Hamill is still upset at the Bush administration, as evidenced by "Voices
in Wartime," an important new documentary that looks at the ways in which
poetry helps people come to terms with conflict. Soldiers write poetry on
the battlefield. Generals read poetry in their war rooms. Anti-war
protesters write poetry in their homes. And poets write (and read) their
poems wherever they can -- including in front of the White House, if that's
what it takes to make a difference.
For more than 3,000 years, people have relied on poetry to voice their
pain and anguish about war, according to "Voices in Wartime," which features
the words of Whitman (read by Garrison Keillor), Hughes, Lord Tennyson and
many lesser-known poets, including Alexandra Sanyal, a 9-year-old from
Boston who recites a work about snow: "So fluffy and soft ... I like to run
and jump into it ... Snow stops war and fights that lead to killing. So,
snow -- come today."
Filmmaker Rick King goes to Iraq to get two Iraqi poets on camera, one of
whom (Ali Habash) criticizes the U.S. occupation, saying that Americans are
just cowboys and that his country is actually worse off without Saddam
Hussein. Besides being a study on poetry in wartime, "Voices" is an astute
history of war, thanks to the commentary of New York Times reporter Chris
Hedges (author of "War Is a Force that Gives Us Meaning"), Nation writer
Jonathan Schell (author of "The Unconquerable World: Power, Nonviolence, and
the Will of the People") and others who point out that modern warfare claims
civilian casualties at an alarming rate compared with World War I. "The only
way to understand war," Hedges says, "is to understand war through the eyes
of the victims."
Along with words that trigger strong feelings, "Voices in Wartime" shows
us affecting images of soldiers and civilians.

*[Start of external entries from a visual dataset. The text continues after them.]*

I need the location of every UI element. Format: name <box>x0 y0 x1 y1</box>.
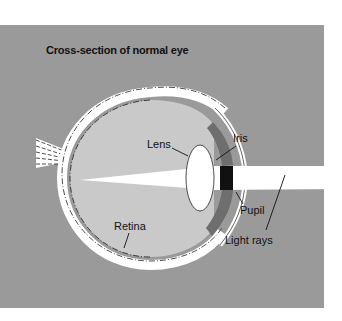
diagram-title: Cross-section of normal eye <box>46 44 189 56</box>
label-lens: Lens <box>147 138 171 150</box>
label-pupil: Pupil <box>240 204 264 216</box>
pupil <box>220 166 233 190</box>
label-retina: Retina <box>114 220 146 232</box>
label-iris: Iris <box>233 132 248 144</box>
lens <box>186 145 214 211</box>
label-light-rays: Light rays <box>225 234 273 246</box>
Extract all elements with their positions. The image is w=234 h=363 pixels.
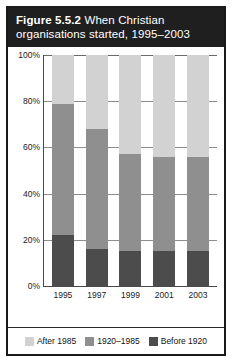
segment-after-1985[interactable]: [187, 55, 209, 157]
legend-label-1920-1985: 1920–1985: [97, 336, 140, 346]
legend-swatch-after-1985-icon: [25, 337, 34, 346]
segment-1920-1985[interactable]: [187, 157, 209, 252]
legend-swatch-1920-1985-icon: [85, 337, 94, 346]
ytick-label-20: 20%: [23, 235, 40, 245]
legend-swatch-before-1920-icon: [149, 337, 158, 346]
ytick-label-60: 60%: [23, 142, 40, 152]
segment-after-1985[interactable]: [86, 55, 108, 129]
segment-before-1920[interactable]: [153, 251, 175, 286]
figure-caption: Figure 5.5.2 When Christian organisation…: [8, 8, 224, 47]
segment-before-1920[interactable]: [119, 251, 141, 286]
legend-item-after-1985[interactable]: After 1985: [25, 336, 76, 346]
bar-group: 1995 1997 1999 20: [44, 55, 217, 286]
bar-2001[interactable]: 2001: [153, 55, 175, 286]
xtick-label-2001: 2001: [155, 290, 174, 300]
gridline-0: 0%: [44, 286, 217, 287]
xtick-label-1995: 1995: [53, 290, 72, 300]
segment-after-1985[interactable]: [119, 55, 141, 154]
segment-1920-1985[interactable]: [86, 129, 108, 249]
bar-2003[interactable]: 2003: [187, 55, 209, 286]
segment-after-1985[interactable]: [153, 55, 175, 157]
plot-area: 100% 80% 60% 40% 20% 0%: [43, 55, 217, 287]
segment-1920-1985[interactable]: [119, 154, 141, 251]
segment-1920-1985[interactable]: [52, 104, 74, 236]
legend-label-after-1985: After 1985: [37, 336, 76, 346]
ytick-label-40: 40%: [23, 189, 40, 199]
legend-item-before-1920[interactable]: Before 1920: [149, 336, 207, 346]
bar-1999[interactable]: 1999: [119, 55, 141, 286]
ytick-label-100: 100%: [18, 50, 40, 60]
chart-legend: After 1985 1920–1985 Before 1920: [8, 327, 224, 354]
figure-number: Figure 5.5.2: [16, 14, 81, 26]
chart-area: 100% 80% 60% 40% 20% 0%: [8, 47, 224, 305]
xtick-label-2003: 2003: [189, 290, 208, 300]
xtick-label-1997: 1997: [87, 290, 106, 300]
segment-1920-1985[interactable]: [153, 157, 175, 252]
ytick-label-0: 0%: [28, 281, 40, 291]
segment-before-1920[interactable]: [52, 235, 74, 286]
bar-1997[interactable]: 1997: [86, 55, 108, 286]
bar-1995[interactable]: 1995: [52, 55, 74, 286]
segment-before-1920[interactable]: [187, 251, 209, 286]
xtick-label-1999: 1999: [121, 290, 140, 300]
legend-label-before-1920: Before 1920: [161, 336, 207, 346]
ytick-label-80: 80%: [23, 96, 40, 106]
legend-item-1920-1985[interactable]: 1920–1985: [85, 336, 140, 346]
segment-before-1920[interactable]: [86, 249, 108, 286]
segment-after-1985[interactable]: [52, 55, 74, 104]
figure-frame: Figure 5.5.2 When Christian organisation…: [6, 6, 226, 356]
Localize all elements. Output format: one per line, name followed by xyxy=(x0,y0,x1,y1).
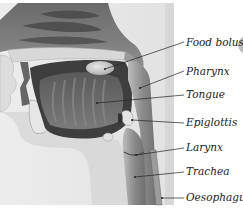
label-epiglottis: Epiglottis xyxy=(186,117,237,128)
hyoid-bone xyxy=(103,133,113,141)
food-bolus xyxy=(86,61,114,75)
label-food-bolus: Food bolus xyxy=(186,37,243,48)
label-oesophagus: Oesophagus xyxy=(186,192,243,203)
label-larynx: Larynx xyxy=(186,142,223,153)
label-pharynx: Pharynx xyxy=(186,66,230,77)
swallowing-anatomy-diagram xyxy=(0,0,243,214)
label-tongue: Tongue xyxy=(186,89,225,100)
label-trachea: Trachea xyxy=(186,166,229,177)
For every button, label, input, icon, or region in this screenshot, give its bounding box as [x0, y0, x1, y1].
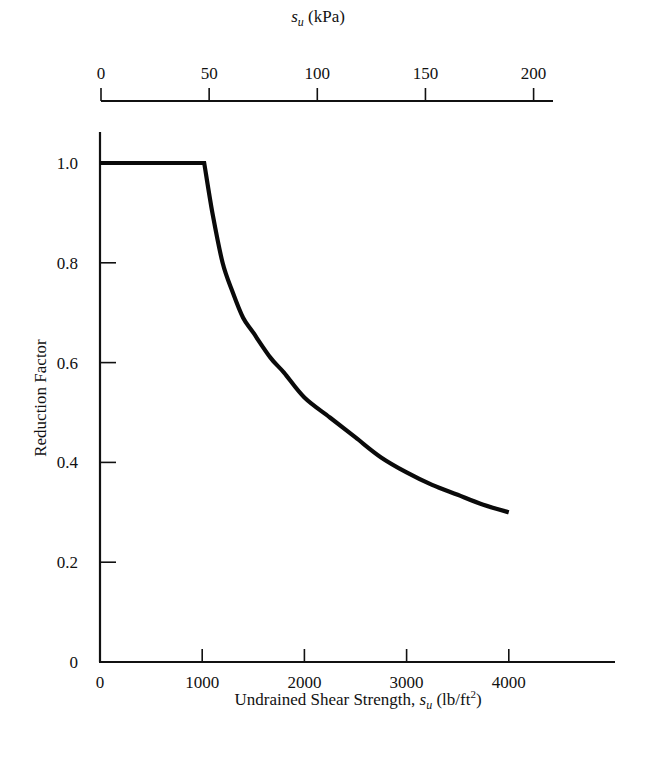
y-tick-label: 0.8: [57, 254, 78, 273]
top-tick-label: 100: [305, 64, 331, 83]
top-tick-label: 200: [521, 64, 547, 83]
x-axis-label: Undrained Shear Strength, su (lb/ft2): [234, 688, 481, 712]
top-axis-label: su (kPa): [291, 7, 345, 29]
y-axis-ticks: 00.20.40.60.81.0: [57, 154, 116, 672]
top-tick-label: 150: [413, 64, 439, 83]
top-axis-kpa: su (kPa) 050100150200: [97, 7, 553, 101]
top-axis-ticks: 050100150200: [97, 64, 547, 101]
y-tick-label: 0.4: [57, 453, 79, 472]
y-tick-label: 0: [70, 653, 79, 672]
x-tick-label: 1000: [185, 673, 219, 692]
x-tick-label: 0: [96, 673, 105, 692]
y-axis-label: Reduction Factor: [31, 339, 50, 457]
top-tick-label: 50: [201, 64, 218, 83]
y-tick-label: 1.0: [57, 154, 78, 173]
y-tick-label: 0.6: [57, 354, 78, 373]
y-tick-label: 0.2: [57, 553, 78, 572]
main-axes: 01000200030004000 00.20.40.60.81.0: [57, 132, 615, 692]
top-tick-label: 0: [97, 64, 106, 83]
x-tick-label: 4000: [492, 673, 526, 692]
reduction-factor-curve: [100, 163, 509, 512]
chart: su (kPa) 050100150200 01000200030004000 …: [0, 0, 646, 764]
x-axis-ticks: 01000200030004000: [96, 649, 526, 692]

It's a potent mix that underscores the filmmaker's belief that war should
be avoided if at all possible. Even the military figures interviewed in
"Voices in Wartime" support the conclusion that war is hell. King gets a lot
of voices into his documentary. The time goes quickly -- too quickly,
really. This is a film that provides a context and perspective that's too
often missing from the national conversation about armed conflict.
-- Advisory: This film has images of dead bodies.